Air Freight News

UK steps up contingency plans as weeks of strike chaos begin

Rishi Sunak’s government is planning for military staff and civil servants to cover for striking workers as the UK braces for widespread industrial action set to cause major disruptions in the coming weeks.

The contingency plans are due to be discussed at an emergency Cobra meeting on Monday. 

Strikes are planned for almost every day through the rest of the month, with nurses, ambulance staff, rail workers, postal employees and border officials demanding pay rises in the biggest wave of industrial strife since the 1980s. 

Unions say their members are seeing wages fall in real terms, with inflation running at more than 11% — the highest in four decades.

The government has agreed to 5% pay rises on average for public-sector workers, and insists inflation-matching increases or above are unaffordable and would undermine the fight against inflation. Handing every government worker an 11% rise would cost taxpayers about £28 billion ($34 billion), the government has said.

More than 40,000 rail workers are due to hold two 48-hour strikes starting on Tuesday, affecting services across the country in the run-up to Christmas. Further action is planned from Dec. 24 and early in the New Year. 

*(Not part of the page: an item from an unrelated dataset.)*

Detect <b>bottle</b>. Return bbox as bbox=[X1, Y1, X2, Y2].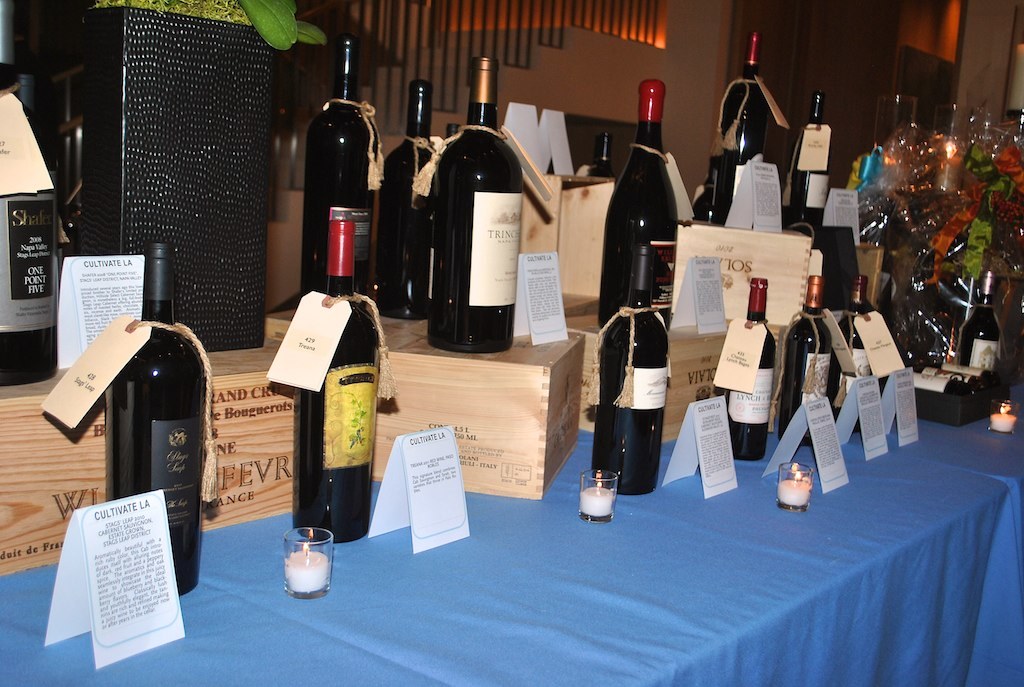
bbox=[98, 242, 205, 591].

Unprecedented walkouts by as many as 100,000 nursing staff on Dec. 15 and Dec. 20 appear set to go ahead after ministers on Sunday rejected a nursing union offer to suspend industrial action in return for talks over pay. 

The Royal College of Nursing is demanding a pay rise of 5% above the RPI inflation rate — currently at 14.2% — to make up for years of wage restraint.

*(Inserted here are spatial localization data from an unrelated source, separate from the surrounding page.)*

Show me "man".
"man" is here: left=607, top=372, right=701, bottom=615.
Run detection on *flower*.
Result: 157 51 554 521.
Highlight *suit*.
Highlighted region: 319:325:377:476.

Around 1,000 Border Force officers are due to walk out on eight days from Dec. 23 to Dec. 31, threatening delays to immigration and customs checks at Heathrow and Gatwick airports among others, and the port of New Haven in southern England.

Military personnel and civil servants will receive training over the next weeks to support a range of services including Border Force at airports and ports in the event of strike action, the government said in a statement Sunday.

The armed forces will also be deployed to hospital trusts across the country to “familiarise themselves with vehicles” ahead of an ambulance strike involving over 10,000 workers planned for Dec. 21. 

The service, which plans another strike on Dec. 28, will continue to respond to life-threatening incidents.

A second emergency meeting is scheduled to take place on Wednesday. Both Cobra gatherings will be led by Chancellor of the Duchy of Lancaster Oliver Dowden and involve transport, health, home office and defense ministers.

“The stance the unions have taken will cause disruption for millions of hardworking people over the coming weeks,” Dowden said in a statement. “The government will do all it can to mitigate the impact of this action, but the only way to stop the disruption completely is for union bosses to get back round the table and call off these damaging strikes.”

Bloomberg
Bloomberg

© Bloomberg
The author’s opinion are not necessarily the opinions of the American Journal of Transportation (AJOT).